A signature is our handwritten imprint on a document for authenticity.

A signature is also a unique identifier for what is distinctly us, like DNA and fingerprint.

Your work, too, deserves a signature. It deserves a sign of authenticity, and if you are proud of that work, mark it yours. If the quality of the work is not to your par, then don’t put it out.

Just as importantly, the work is itself a signature. Innovation is as much about doing something new as it is doing something you. An easy and sobering way to decide is to first write down all the components of a project onto a list. Then, strike away all the parts that could be accomplished by someone else. Your team will always solve those problems. But if nothing is left, then you have learned that the project doesn’t need you.

That which remains, then, is uniquely you. It’s your value-added.
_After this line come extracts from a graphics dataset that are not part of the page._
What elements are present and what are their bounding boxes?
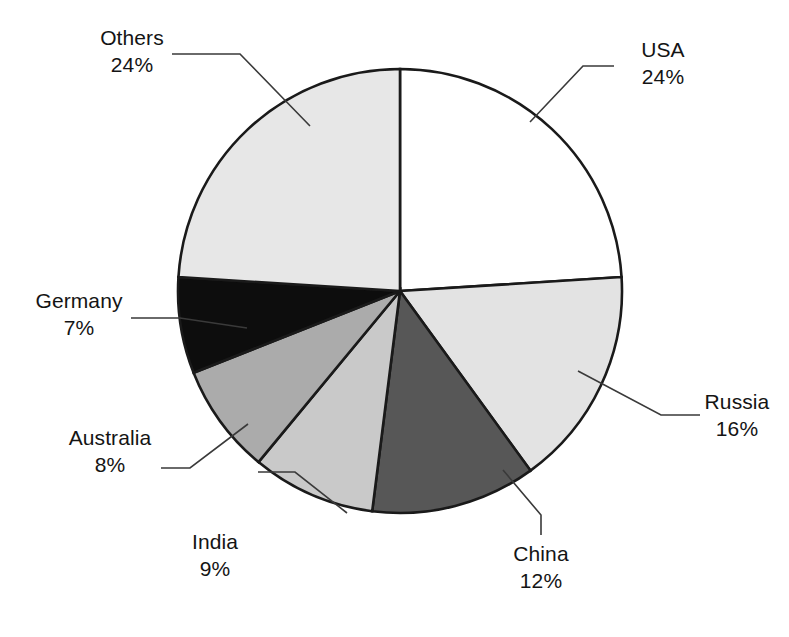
callout-germany: Germany 7% [27, 287, 131, 342]
pie-slices [178, 69, 622, 513]
callout-india: India 9% [172, 528, 258, 583]
callout-others-label: Others [72, 24, 192, 51]
callout-usa-value: 24% [608, 63, 718, 90]
callout-india-label: India [172, 528, 258, 555]
callout-australia-label: Australia [58, 424, 162, 451]
callout-australia: Australia 8% [58, 424, 162, 479]
callout-usa: USA 24% [608, 36, 718, 91]
callout-russia-value: 16% [690, 415, 784, 442]
pie-slice-others[interactable] [178, 69, 400, 291]
pie-chart: Others 24% USA 24% Russia 16% China 12% … [0, 0, 789, 637]
callout-germany-value: 7% [27, 314, 131, 341]
callout-russia-label: Russia [690, 388, 784, 415]
callout-others-value: 24% [72, 51, 192, 78]
callout-russia: Russia 16% [690, 388, 784, 443]
callout-others: Others 24% [72, 24, 192, 79]
callout-china-value: 12% [489, 567, 593, 594]
callout-india-value: 9% [172, 555, 258, 582]
callout-germany-label: Germany [27, 287, 131, 314]
callout-usa-label: USA [608, 36, 718, 63]
callout-china-label: China [489, 540, 593, 567]
callout-china: China 12% [489, 540, 593, 595]
pie-slice-usa[interactable] [400, 69, 622, 291]
callout-australia-value: 8% [58, 451, 162, 478]
leader-line-usa [530, 66, 614, 122]
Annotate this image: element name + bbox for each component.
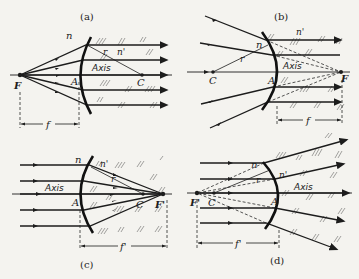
panel-d-label-n: n [251, 159, 257, 170]
panel-d-label-axis: Axis [293, 182, 313, 192]
panel-c-label-f-prime: f' [119, 241, 126, 252]
panel-a-focal-point [18, 73, 22, 77]
panel-c-label-r: r [111, 174, 116, 184]
panel-a: (a) [10, 11, 172, 130]
diagram-canvas: (a) [0, 0, 359, 279]
panel-d-caption: (d) [270, 255, 284, 266]
panel-b-label-F: F [340, 73, 349, 84]
panel-c-caption: (c) [80, 259, 94, 270]
panel-d-label-n-prime: n' [279, 170, 287, 180]
panel-a-label-A: A [70, 76, 78, 87]
panel-c-label-A: A [71, 197, 79, 208]
panel-a-label-F: F [13, 80, 22, 91]
panel-a-label-r: r [103, 47, 108, 57]
panel-b-label-r: r [240, 54, 245, 64]
panel-d-label-r: r [256, 175, 261, 185]
panel-b-caption: (b) [274, 11, 288, 22]
panel-c-label-F-prime: F' [154, 199, 165, 210]
panel-c-label-n-prime: n' [100, 159, 108, 169]
panel-c-label-axis: Axis [44, 183, 64, 193]
panel-d-center-point [212, 191, 216, 195]
panel-b-label-axis: Axis [282, 61, 302, 71]
panel-b-label-C: C [209, 75, 217, 86]
panel-d-label-C: C [208, 197, 216, 208]
panel-b-refracting-surface [262, 32, 277, 110]
panel-a-label-C: C [137, 77, 145, 88]
panel-c-radius-line [91, 167, 143, 194]
panel-c-center-point [141, 192, 145, 196]
panel-a-label-f: f [45, 119, 52, 130]
panel-d-label-F-prime: F' [189, 197, 200, 208]
panel-a-rays [20, 45, 166, 105]
panel-c: n n' r Axis A C F' f' (c) [12, 154, 172, 270]
panel-a-label-n: n [66, 30, 72, 41]
panel-c-label-n: n [75, 154, 81, 165]
panel-a-label-axis: Axis [91, 63, 111, 73]
panel-d-label-f-prime: f' [234, 238, 241, 249]
panel-d-medium-hatching [276, 149, 345, 242]
panel-a-caption: (a) [80, 11, 94, 22]
panel-b: (b) [187, 11, 350, 138]
panel-c-focal-point [161, 192, 165, 196]
panel-d-label-A: A [270, 196, 278, 207]
refraction-diagram: (a) [0, 0, 359, 279]
panel-c-label-C: C [136, 199, 144, 210]
panel-b-label-A: A [267, 75, 275, 86]
panel-c-rays [20, 163, 163, 228]
panel-b-center-point [211, 70, 215, 74]
panel-d: n n' r Axis A C F' f' (d) [187, 140, 352, 266]
panel-d-rays [200, 140, 348, 249]
panel-b-label-n-prime: n' [296, 27, 304, 37]
panel-b-label-n: n [256, 39, 262, 50]
panel-a-label-n-prime: n' [117, 47, 125, 57]
panel-b-label-f: f [305, 115, 312, 126]
panel-d-focal-point [195, 191, 199, 195]
panel-a-dimension-f: f [20, 82, 79, 130]
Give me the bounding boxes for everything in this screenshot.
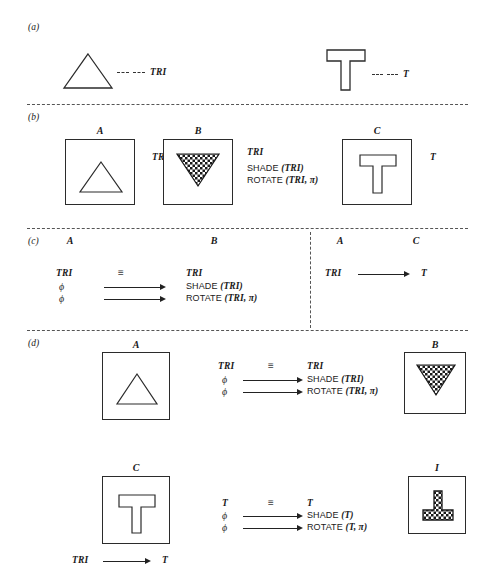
mapping-arrow-head	[297, 513, 303, 519]
footnote-to: T	[162, 555, 168, 565]
mapping-arrow-line	[243, 528, 299, 529]
mapping-arrow-line	[243, 516, 299, 517]
annotation-b-tri-2: TRI	[247, 147, 263, 157]
column-letter-c-right-a: A	[328, 235, 352, 246]
separator-b-c	[27, 228, 468, 229]
phi-symbol: ϕ	[59, 281, 64, 292]
op-name-rotate: ROTATE	[247, 175, 283, 185]
footnote-arrow-head	[145, 558, 151, 564]
op-arg-shade: (TRI)	[341, 374, 364, 384]
separator-a-b	[27, 104, 468, 105]
mapping-d1-to-3: ROTATE (TRI, π)	[307, 386, 378, 396]
box-letter-d-a: A	[102, 339, 170, 350]
mapping-d1-to-1: TRI	[307, 361, 323, 371]
footnote-from: TRI	[72, 555, 88, 565]
equiv-symbol: ≡	[268, 497, 274, 508]
op-arg-rotate: (TRI, π)	[345, 386, 378, 396]
box-letter-b-c: C	[342, 125, 412, 136]
leader-dash-t-2	[387, 74, 398, 75]
op-arg-shade: (TRI)	[281, 163, 304, 173]
box-letter-b-a: A	[65, 125, 135, 136]
mapping-c-to-3: ROTATE (TRI, π)	[186, 293, 257, 303]
label-t-a: T	[403, 69, 409, 79]
leader-dash-tri-1	[117, 72, 129, 73]
op-name-rotate: ROTATE	[307, 522, 343, 532]
box-letter-b-b: B	[163, 125, 233, 136]
separator-c-vertical	[310, 232, 311, 328]
triangle-inverted-checkered-shape	[415, 363, 457, 397]
mapping-arrow-line	[104, 299, 162, 300]
mapping-arrow-head	[297, 525, 303, 531]
mapping-c-to-1: TRI	[186, 268, 202, 278]
panel-label-c: (c)	[28, 236, 39, 246]
op-arg-shade: (T)	[341, 510, 353, 520]
column-letter-c-left-b: B	[202, 235, 226, 246]
mapping-arrow-line	[104, 287, 162, 288]
label-tri-a: TRI	[150, 67, 166, 77]
mapping-arrow-head	[160, 284, 166, 290]
mapping-c-right-from: TRI	[325, 268, 341, 278]
mapping-d1-to-2: SHADE (TRI)	[307, 374, 364, 384]
box-letter-d-i: I	[408, 462, 466, 473]
op-arg-rotate: (TRI, π)	[224, 293, 257, 303]
mapping-d2-from-1: T	[222, 498, 228, 508]
mapping-arrow-head	[404, 271, 410, 277]
mapping-arrow-line	[243, 380, 299, 381]
tee-outline-shape	[325, 48, 367, 92]
phi-symbol: ϕ	[222, 374, 227, 385]
triangle-inverted-checkered-shape	[175, 152, 221, 188]
op-name-rotate: ROTATE	[307, 386, 343, 396]
column-letter-c-right-c: C	[404, 235, 428, 246]
triangle-outline-shape	[78, 160, 124, 194]
tee-inverted-checkered-shape	[421, 489, 455, 523]
mapping-c-from-1: TRI	[56, 268, 72, 278]
mapping-arrow-head	[297, 377, 303, 383]
op-name-shade: SHADE	[186, 281, 218, 291]
triangle-outline-shape	[115, 372, 159, 406]
op-name-shade: SHADE	[307, 374, 339, 384]
phi-symbol: ϕ	[59, 293, 64, 304]
op-name-rotate: ROTATE	[186, 293, 222, 303]
tee-outline-shape	[117, 493, 157, 535]
phi-symbol: ϕ	[222, 386, 227, 397]
mapping-d2-to-2: SHADE (T)	[307, 510, 354, 520]
op-arg-rotate: (T, π)	[345, 522, 367, 532]
op-name-shade: SHADE	[307, 510, 339, 520]
panel-label-b: (b)	[28, 112, 39, 122]
annotation-b-rotate: ROTATE (TRI, π)	[247, 175, 318, 185]
op-arg-shade: (TRI)	[220, 281, 243, 291]
mapping-d2-to-3: ROTATE (T, π)	[307, 522, 367, 532]
column-letter-c-left-a: A	[58, 235, 82, 246]
figure-canvas: (a) TRI T (b) A TRI B	[0, 0, 494, 581]
annotation-b-shade: SHADE (TRI)	[247, 163, 304, 173]
separator-c-d	[27, 330, 468, 331]
leader-dash-t-1	[372, 74, 383, 75]
leader-dash-tri-2	[133, 72, 145, 73]
mapping-arrow-head	[160, 296, 166, 302]
panel-label-a: (a)	[28, 22, 39, 32]
op-arg-rotate: (TRI, π)	[285, 175, 318, 185]
mapping-c-to-2: SHADE (TRI)	[186, 281, 243, 291]
mapping-d1-from-1: TRI	[218, 361, 234, 371]
mapping-arrow-head	[297, 389, 303, 395]
equiv-symbol: ≡	[268, 360, 274, 371]
mapping-d2-to-1: T	[307, 498, 313, 508]
mapping-arrow-line	[358, 274, 406, 275]
tee-outline-shape	[358, 153, 398, 195]
phi-symbol: ϕ	[222, 522, 227, 533]
box-letter-d-c: C	[102, 462, 170, 473]
footnote-arrow-line	[103, 561, 147, 562]
box-letter-d-b: B	[404, 339, 466, 350]
mapping-arrow-line	[243, 392, 299, 393]
annotation-b-t: T	[430, 152, 436, 162]
mapping-c-right-to: T	[421, 268, 427, 278]
equiv-symbol: ≡	[118, 267, 124, 278]
panel-label-d: (d)	[28, 338, 39, 348]
phi-symbol: ϕ	[222, 510, 227, 521]
triangle-outline-shape	[62, 52, 114, 90]
op-name-shade: SHADE	[247, 163, 279, 173]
Your signature.

The Natural Progression of Radiology as A Business Practice

The terminal destination of all products and services is commoditization.  So that’s a simple answer, though one that’s not all that simple.  The management journal Harvard Business Review dedicates several classic articles on the process of commoditization, including global competition, process modularization, and, simply, the natural resting place of a mature product.

So where does radiology sit in the natural growth process?  More importantly – as junior residents – what have we gotten ourselves into?

Where is radiology in the natural growth progression?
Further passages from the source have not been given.